My son and I love a few certain characters from the books we’ve read aloud over the years. Gum-Baby, from Tristan Strong, Boots, from Gregor the Overlander, Maniac Magee. For my daughter, it’s Junie B. Jones and Ramona from their named series collections. For me, it was always Anne (of Green Gables) I returned to growing up, and Jo from Little Women. Oh, and of course, Calvin from Calvin and Hobbes.
Incredible characters are everywhere we turn in literature, and they make such an impact on us. We see through their eyes, experience their transformations, build empathy through their experiences.
Maybe that’s why when I think about characterization, I tend to think about activities that showcase characters visually. That come at them from many angles. That require students to consider their evolution, their growth, their nature vs. their nurture.
Because sure, by all means, let’s talk about what it means to be flat or round, static or dynamic. But then let’s go much further.
Today on the podcast, I’m sharing six creative characterization projects I’ve come up with over the years, in hopes that one (or two, or three) will fill a hole for you. I love them all for different reasons, and I hope you will too.
Characterization Project: The Open Mind

I love the open mind as an inroad to characterization.
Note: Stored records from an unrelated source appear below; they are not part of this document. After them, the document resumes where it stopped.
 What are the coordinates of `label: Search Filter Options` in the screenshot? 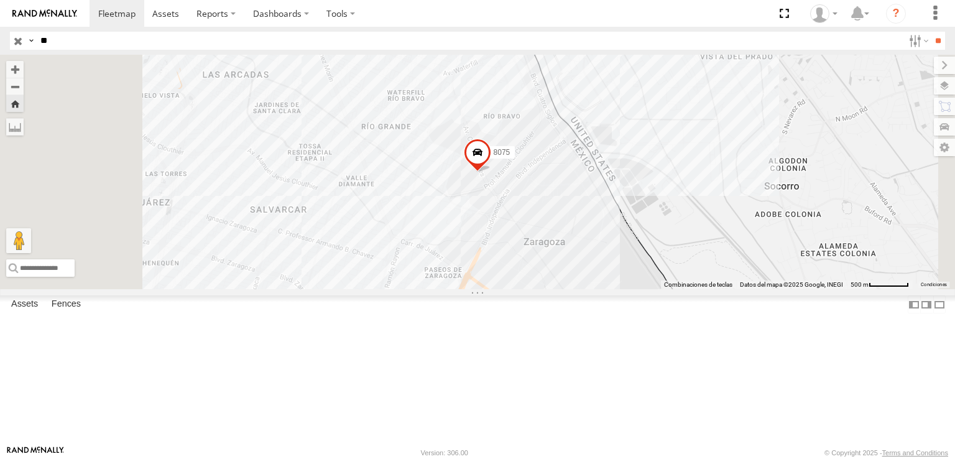 It's located at (917, 40).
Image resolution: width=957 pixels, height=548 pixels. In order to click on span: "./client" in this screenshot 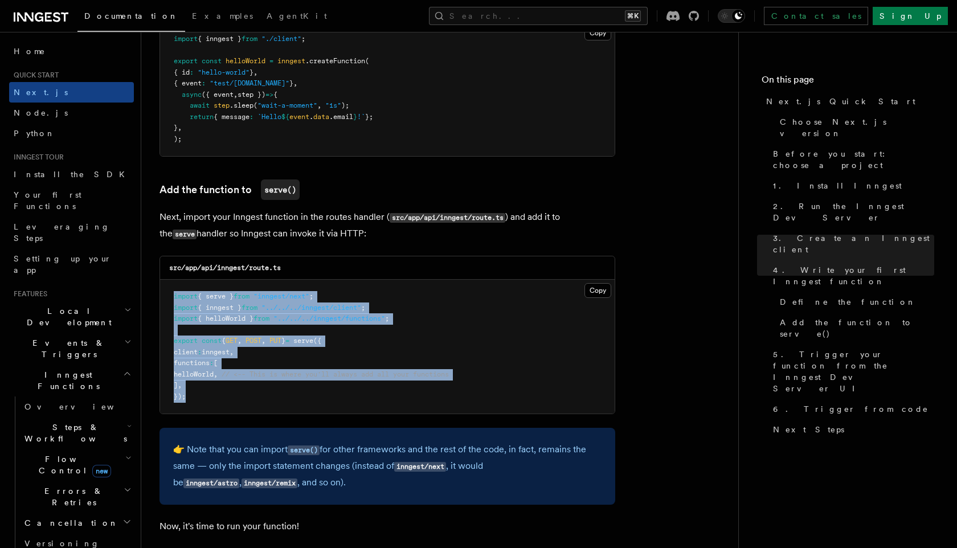, I will do `click(281, 39)`.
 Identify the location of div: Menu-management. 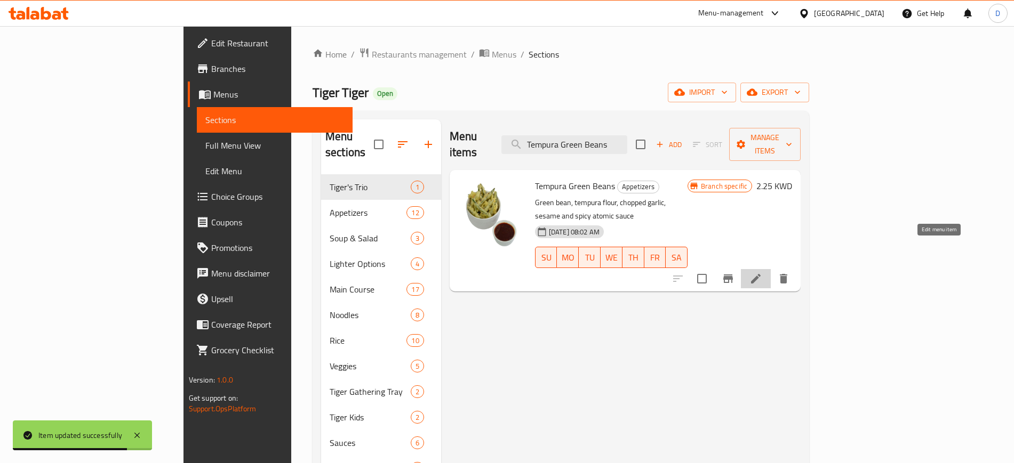
(730, 13).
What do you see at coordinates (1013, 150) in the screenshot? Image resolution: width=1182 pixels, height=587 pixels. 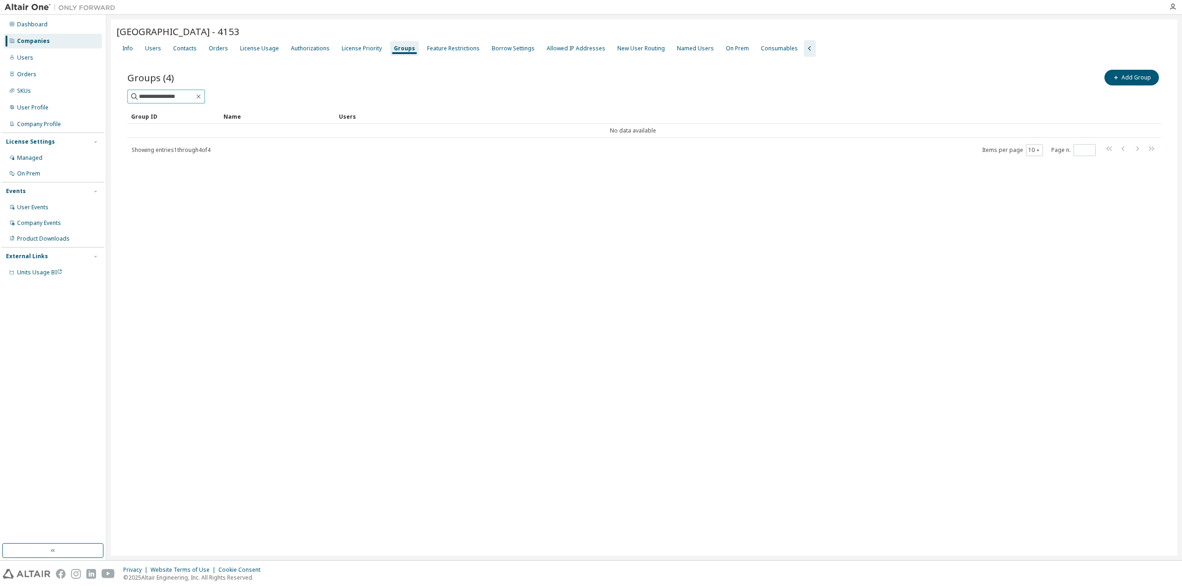 I see `span: Items per page` at bounding box center [1013, 150].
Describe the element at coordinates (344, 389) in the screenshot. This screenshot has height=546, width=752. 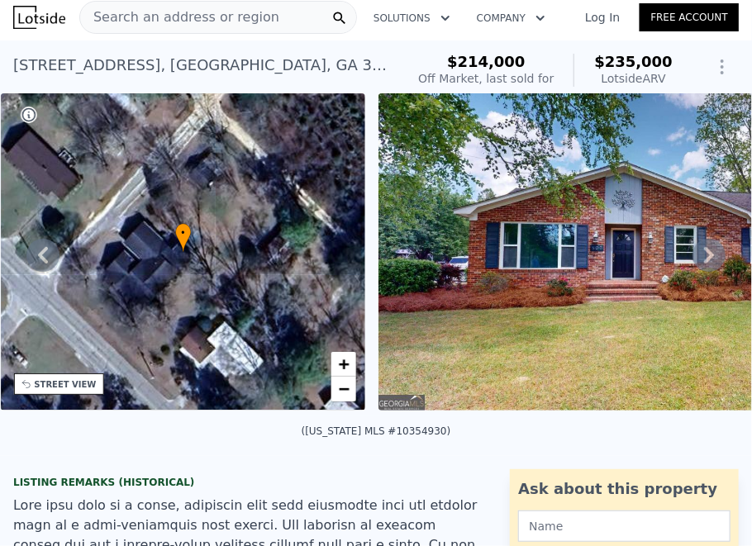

It invites students to choose their favorite character and really think about what’s going on in their head (perhaps inviting a bit of introspection about the state of their own mind too). This activity allows you to see how carefully your students have read, but it also gives them a chance to express their creativity and leads easily into a whole class discussion of the book.
Here’s how I’d set it up.
Inside their “open mind,” invite students to include:
- At least 3 adjectives to describe your character
- 2-3 key quotations that help define your character
- Desires and dreams
- Strengths, weaknesses
- Personal history and background information that helps define the character
- Analysis of how the character grows/changes/transforms throughout the text
- Key connections and relationships to other characters
- Motivations
- Interests, passions
Then, if you wish, go a step further to incorporate visual and written expression of these ideas.
Ask students…
How might you play with the sizes and locations of various elements to highlight their importance or show their relative lack of importance?
How can you use colors, shapes, or types of text to help highlight what’s inside your character’s open mind?
Can you make use of imagery and visual symbolism to help showcase key elements?
(This project is in The Lighthouse in the Projects for any Novel section, or you can find it on TPT here if you’d like my version).
The Characterization One-Pager

This characterization one-pager template riffs on the open-mind activity a bit, inviting students to choose one key word to put inside the head of each of the four characters they showcase. But then they’ll add more pressing in around them, like a key quotation, relevant symbols or images, descriptors in their own words. By the time they create miniature portraits of four key characters, they’ll have a strong basis to discuss the contrasts and conflicts, as well as similarities and alliances cropping up across the characters in their text.
Character Transformation: Before & After Masks


I just created this project last month, as I was working on a unit for A Christmas Carol, and, as so often happens to me, I just got super into it. Scrooge is a particularly fascinating character to me, partly because he stands out with such force as the only dynamic, round character in a flat and static world featured as a background to his transformation. What fun, then, to showcase his before & after in these theater masks. Whether for Scrooge or any character who experiences a transformation, students can use the masks to draw out contrasts, highlighting quotes, descriptors, imagery, and color in each to highlight the differences between the two.
Showcasing Characterization with 6 Word Memoirs

This character six word memoir is a shorter activity, easy to complete as the springboard to discussion and fun for a wall display. For this activity, students consider a character’s arc – their experiences, evolution, relationships – and then try to boil all of that down into six words. Not easy, I know. The process of distilling a character’s life experiences into six words won’t be easy, but it can naturally lead into interesting conversations around each student’s choices.
Exploring Characterization with a Hexagonal One-Pager Discussion

I love one-pagers, and I love hexagonal thinking, so naturally I love the combination of the two! To put a characterization twist on a hexagonal thinking discussion, have students create hexagonal one-pagers about characters, then jump into creating hexagonal webs showing the connections between aspects and experiences of those characters. You can either stick entirely with hexagons devoted to characters, or have each each student create a hexagon for a character and one for a key theme or symbol to add to the deck.
Quick Characterization Activity: Annotate a Character Image


I think annotating images is fascinating, whether it’s annotating a social media graphic, a meme, a map, a photograph, or a freeze from a film clip.
Inviting students to annotate an illustration or screenshot (from a film version) of a character is a great way to consider characterization.
Once they’ve annotated what they notice about the illustration, ask them to further and layer on details from the text that you can’t see. Then maybe go a step further and have them argue for whether or not the illustration or film portrayal feels like an accurate reflection of the literary character in their opinion.
Ready?
OK, you’re ready to go rock one of these creative characterization activities (or all of them!). Remember, round vs. flat and static vs. dynamic are great places to start, but to help students really dig into a powerful character, launch beyond the checklist.